Sir Craig Reedie, President of WADA, has urged IFs and NADOs to improve the efficiency of their anti-doping efforts ©Getty Images

Sir Craig Reedie, President of the World Anti-Doping Agency (WADA), has urged International Sports Federations (IFs) and National Anti-Doping Organisations (NADOs) to improve the efficiency of their anti-doping efforts – saying, “Let’s test athletes for the substances which are most likely to be abused in their sport”.

In the first of a new video interview series called “WADA Talks”, accessible via the agency’s YouTube channel, Sir Craig is asked for his key priorities, and responds: “I want to see the wish that many of our stakeholders have expressed that having written a new Code we now try to make sure that everybody not only adheres to it but tries to make their anti-doping efforts better.

“So I think the independent compliance group that we have established have a big part to play in that.

“I mean I don’t want people to say, ‘Oh yes, we have written a set of rules, we have ticked the box, we are WADA-compliant, we don’t need to worry about it’.

“We need them to be more efficient; we need NADOs to be efficient and we need the IFs to be efficient.

“At the top end of sport with the IFs, I want them all to begin to look at the technical document on specific sports analysis.

“Let’s test athletes for the substances which are most likely to be abused in their sport.

“Let’s make their testing distribution plans and their systems more efficient and that I think should help their compliance.”

His comments come as a new report on anti-doping rule violations has exposed an enormous spread in the adverse analytical finding (AAF)-to-sample rates recorded by individual NADOs in 2013.

Some, such as Cuba, Germany and Japan, had AAF-to-sample rates of below 0.2 per cent; others, such as Turkey, Mexico and Kuwait, of above nine per cent.

Sir Craig also commented on the challenge of keeping up with current trends and expressed concern with “countries where winning a major sports event results in a prize of such huge importance that people persuade the athletes to dope”.

He highlighted the close to $70 million (£44.5 million/€63 million) invested in scientific research since WADA’s foundation and described a new more than $12 million (£8 million/€11 million) special research fund to which national Governments have made commitments of well over $6 million (£4 million/€5 million) as “helpful”.

“We need to find new methods, we need to find better ways of doing this, to see if we can make it faster, to see if we can make it cheaper, to see if we can make it more effective,” he said.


TASK GOAL:
Ignoring the pictures, copy the data exactly.

(Figure record listings)

━━━━━━━━━━

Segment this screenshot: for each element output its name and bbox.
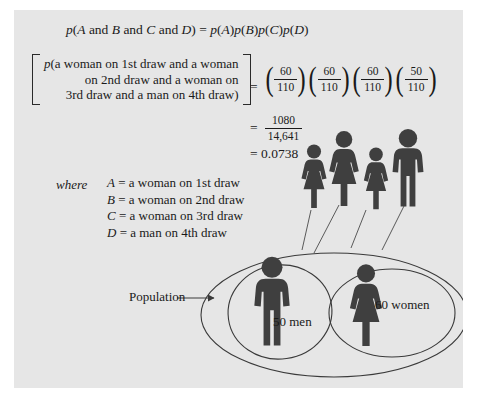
connector-line-4 — [382, 206, 404, 250]
population-label: Population — [129, 289, 185, 305]
women-subset-ellipse — [329, 269, 455, 357]
woman-icon — [301, 144, 326, 208]
population-diagram — [14, 10, 463, 388]
subset-figures — [254, 257, 382, 346]
women-count-label: 60 women — [375, 297, 430, 313]
sample-connector-lines — [302, 205, 404, 253]
connector-line-2 — [314, 205, 339, 253]
connector-line-3 — [351, 210, 366, 248]
woman-icon — [329, 131, 359, 206]
man-icon — [254, 257, 289, 346]
connector-line-1 — [302, 210, 311, 250]
men-count-label: 50 men — [273, 314, 312, 330]
woman-icon — [364, 148, 388, 210]
man-icon — [393, 129, 424, 207]
sample-figures — [301, 129, 423, 209]
figure-panel: p(A and B and C and D) = p(A)p(B)p(C)p(D… — [14, 10, 463, 388]
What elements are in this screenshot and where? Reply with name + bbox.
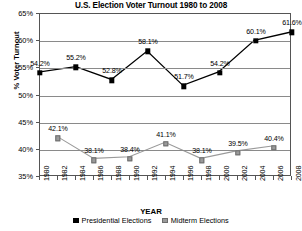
x-tick-label: 1988 — [114, 166, 123, 181]
data-point-marker — [37, 70, 42, 75]
x-tick-label: 1984 — [78, 166, 87, 181]
y-tick-mark — [36, 95, 40, 96]
y-tick-label: 40% — [2, 145, 33, 154]
x-tick-mark — [93, 176, 94, 180]
x-tick-mark — [165, 176, 166, 180]
x-tick-mark — [291, 176, 292, 180]
chart-legend: Presidential Elections Midterm Elections — [0, 216, 302, 225]
legend-item-midterm: Midterm Elections — [162, 216, 228, 225]
y-tick-label: 65% — [2, 9, 33, 18]
y-tick-label: 60% — [2, 36, 33, 45]
data-point-label: 38.4% — [120, 146, 139, 154]
x-tick-mark — [255, 176, 256, 180]
x-tick-mark — [237, 176, 238, 180]
data-point-label: 54.2% — [210, 60, 229, 68]
plot-area: 54.2%55.2%52.8%58.1%51.7%54.2%60.1%61.6%… — [39, 13, 291, 176]
x-tick-label: 2006 — [276, 166, 285, 181]
data-point-label: 60.1% — [246, 28, 265, 36]
x-tick-label: 1982 — [60, 166, 69, 181]
x-tick-mark — [39, 176, 40, 180]
y-tick-mark — [36, 40, 40, 41]
x-tick-label: 2004 — [258, 166, 267, 181]
data-point-marker — [271, 145, 276, 150]
data-point-marker — [55, 136, 60, 141]
x-tick-label: 1992 — [150, 166, 159, 181]
data-point-marker — [289, 30, 294, 35]
data-point-label: 39.5% — [228, 140, 247, 148]
data-point-marker — [235, 150, 240, 155]
x-tick-mark — [111, 176, 112, 180]
x-tick-label: 1998 — [204, 166, 213, 181]
y-tick-label: 45% — [2, 118, 33, 127]
x-tick-mark — [183, 176, 184, 180]
x-tick-mark — [147, 176, 148, 180]
data-point-label: 42.1% — [48, 125, 67, 133]
data-point-marker — [91, 157, 96, 162]
x-tick-label: 2000 — [222, 166, 231, 181]
data-point-marker — [163, 141, 168, 146]
chart-container: U.S. Election Voter Turnout 1980 to 2008… — [0, 0, 302, 231]
x-tick-label: 1996 — [186, 166, 195, 181]
data-point-marker — [127, 156, 132, 161]
y-tick-mark — [36, 13, 40, 14]
legend-swatch-presidential-icon — [73, 218, 78, 223]
data-point-label: 38.1% — [84, 147, 103, 155]
x-tick-mark — [201, 176, 202, 180]
x-tick-label: 1986 — [96, 166, 105, 181]
x-tick-label: 2008 — [294, 166, 302, 181]
x-tick-label: 1994 — [168, 166, 177, 181]
x-tick-mark — [75, 176, 76, 180]
legend-item-presidential: Presidential Elections — [73, 216, 151, 225]
data-point-label: 55.2% — [66, 54, 85, 62]
y-tick-label: 50% — [2, 91, 33, 100]
data-point-marker — [217, 70, 222, 75]
data-point-marker — [73, 65, 78, 70]
data-point-label: 61.6% — [282, 19, 301, 27]
gridline — [40, 150, 290, 151]
x-tick-mark — [57, 176, 58, 180]
data-point-label: 51.7% — [174, 73, 193, 81]
data-point-marker — [145, 49, 150, 54]
data-point-label: 54.2% — [30, 60, 49, 68]
gridline — [40, 96, 290, 97]
data-point-marker — [109, 78, 114, 83]
data-point-marker — [181, 84, 186, 89]
data-point-label: 41.1% — [156, 131, 175, 139]
y-tick-label: 55% — [2, 63, 33, 72]
data-point-label: 38.1% — [192, 147, 211, 155]
x-axis-title: YEAR — [0, 207, 302, 216]
x-tick-label: 1980 — [42, 166, 51, 181]
x-tick-label: 2002 — [240, 166, 249, 181]
y-tick-label: 35% — [2, 172, 33, 181]
y-tick-mark — [36, 122, 40, 123]
legend-swatch-midterm-icon — [162, 218, 167, 223]
gridline — [40, 123, 290, 124]
chart-title: U.S. Election Voter Turnout 1980 to 2008 — [0, 1, 302, 10]
y-tick-mark — [36, 149, 40, 150]
y-tick-mark — [36, 67, 40, 68]
legend-label-midterm: Midterm Elections — [171, 216, 229, 225]
data-point-label: 40.4% — [264, 135, 283, 143]
data-point-label: 52.8% — [102, 67, 121, 75]
legend-label-presidential: Presidential Elections — [82, 216, 152, 225]
x-tick-mark — [219, 176, 220, 180]
data-point-marker — [199, 157, 204, 162]
data-point-marker — [253, 38, 258, 43]
data-point-label: 58.1% — [138, 38, 157, 46]
x-tick-label: 1990 — [132, 166, 141, 181]
x-tick-mark — [273, 176, 274, 180]
x-tick-mark — [129, 176, 130, 180]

━━━━━━━━━━

TASK RESULT:
Segment this screenshot: for each element output its name and bbox.
connector-line-4 — [382, 206, 404, 250]
population-label: Population — [129, 289, 185, 305]
women-subset-ellipse — [329, 269, 455, 357]
woman-icon — [301, 144, 326, 208]
population-diagram — [14, 10, 463, 388]
subset-figures — [254, 257, 382, 346]
women-count-label: 60 women — [375, 297, 430, 313]
sample-connector-lines — [302, 205, 404, 253]
connector-line-2 — [314, 205, 339, 253]
connector-line-3 — [351, 210, 366, 248]
woman-icon — [329, 131, 359, 206]
man-icon — [254, 257, 289, 346]
connector-line-1 — [302, 210, 311, 250]
men-count-label: 50 men — [273, 314, 312, 330]
woman-icon — [364, 148, 388, 210]
man-icon — [393, 129, 424, 207]
sample-figures — [301, 129, 423, 209]
figure-panel: p(A and B and C and D) = p(A)p(B)p(C)p(D… — [14, 10, 463, 388]
What elements are in this screenshot and where? Reply with name + bbox.
x-tick-label: 1988 — [114, 166, 123, 181]
data-point-marker — [37, 70, 42, 75]
x-tick-label: 1984 — [78, 166, 87, 181]
y-tick-mark — [36, 95, 40, 96]
y-tick-label: 40% — [2, 145, 33, 154]
x-tick-mark — [93, 176, 94, 180]
x-tick-mark — [165, 176, 166, 180]
x-tick-mark — [291, 176, 292, 180]
chart-legend: Presidential Elections Midterm Elections — [0, 216, 302, 225]
legend-item-midterm: Midterm Elections — [162, 216, 228, 225]
y-tick-label: 65% — [2, 9, 33, 18]
y-tick-label: 60% — [2, 36, 33, 45]
data-point-label: 38.4% — [120, 146, 139, 154]
x-tick-mark — [255, 176, 256, 180]
x-tick-mark — [237, 176, 238, 180]
data-point-label: 54.2% — [210, 60, 229, 68]
plot-area: 54.2%55.2%52.8%58.1%51.7%54.2%60.1%61.6%… — [39, 13, 291, 176]
x-tick-label: 2006 — [276, 166, 285, 181]
data-point-label: 60.1% — [246, 28, 265, 36]
x-tick-label: 1982 — [60, 166, 69, 181]
x-tick-mark — [39, 176, 40, 180]
y-tick-mark — [36, 40, 40, 41]
x-tick-label: 2004 — [258, 166, 267, 181]
data-point-marker — [271, 145, 276, 150]
data-point-marker — [55, 136, 60, 141]
x-tick-label: 1992 — [150, 166, 159, 181]
data-point-marker — [289, 30, 294, 35]
data-point-label: 39.5% — [228, 140, 247, 148]
data-point-marker — [235, 150, 240, 155]
x-tick-mark — [111, 176, 112, 180]
x-tick-label: 1998 — [204, 166, 213, 181]
y-tick-label: 45% — [2, 118, 33, 127]
x-tick-mark — [183, 176, 184, 180]
x-tick-mark — [147, 176, 148, 180]
data-point-label: 42.1% — [48, 125, 67, 133]
data-point-marker — [91, 157, 96, 162]
x-tick-label: 2000 — [222, 166, 231, 181]
data-point-marker — [163, 141, 168, 146]
chart-container: U.S. Election Voter Turnout 1980 to 2008… — [0, 0, 302, 231]
x-tick-label: 1996 — [186, 166, 195, 181]
data-point-marker — [127, 156, 132, 161]
y-tick-mark — [36, 13, 40, 14]
legend-swatch-presidential-icon — [73, 218, 78, 223]
data-point-label: 38.1% — [84, 147, 103, 155]
x-tick-mark — [201, 176, 202, 180]
x-tick-label: 1986 — [96, 166, 105, 181]
x-tick-label: 2008 — [294, 166, 302, 181]
x-tick-label: 1994 — [168, 166, 177, 181]
x-tick-mark — [75, 176, 76, 180]
legend-item-presidential: Presidential Elections — [73, 216, 151, 225]
data-point-label: 55.2% — [66, 54, 85, 62]
y-tick-label: 50% — [2, 91, 33, 100]
data-point-marker — [217, 70, 222, 75]
data-point-marker — [73, 65, 78, 70]
data-point-label: 61.6% — [282, 19, 301, 27]
gridline — [40, 150, 290, 151]
x-tick-mark — [57, 176, 58, 180]
data-point-label: 51.7% — [174, 73, 193, 81]
data-point-marker — [145, 49, 150, 54]
data-point-label: 54.2% — [30, 60, 49, 68]
gridline — [40, 96, 290, 97]
data-point-marker — [109, 78, 114, 83]
data-point-marker — [181, 84, 186, 89]
data-point-label: 41.1% — [156, 131, 175, 139]
y-tick-label: 55% — [2, 63, 33, 72]
data-point-label: 38.1% — [192, 147, 211, 155]
x-axis-title: YEAR — [0, 207, 302, 216]
x-tick-label: 1980 — [42, 166, 51, 181]
x-tick-label: 2002 — [240, 166, 249, 181]
y-tick-label: 35% — [2, 172, 33, 181]
y-tick-mark — [36, 122, 40, 123]
legend-swatch-midterm-icon — [162, 218, 167, 223]
gridline — [40, 123, 290, 124]
chart-title: U.S. Election Voter Turnout 1980 to 2008 — [0, 1, 302, 10]
y-tick-mark — [36, 149, 40, 150]
y-tick-mark — [36, 67, 40, 68]
legend-label-midterm: Midterm Elections — [171, 216, 229, 225]
data-point-label: 40.4% — [264, 135, 283, 143]
data-point-label: 52.8% — [102, 67, 121, 75]
legend-label-presidential: Presidential Elections — [82, 216, 152, 225]
x-tick-mark — [219, 176, 220, 180]
data-point-marker — [199, 157, 204, 162]
data-point-marker — [253, 38, 258, 43]
data-point-label: 58.1% — [138, 38, 157, 46]
x-tick-label: 1990 — [132, 166, 141, 181]
x-tick-mark — [273, 176, 274, 180]
x-tick-mark — [129, 176, 130, 180]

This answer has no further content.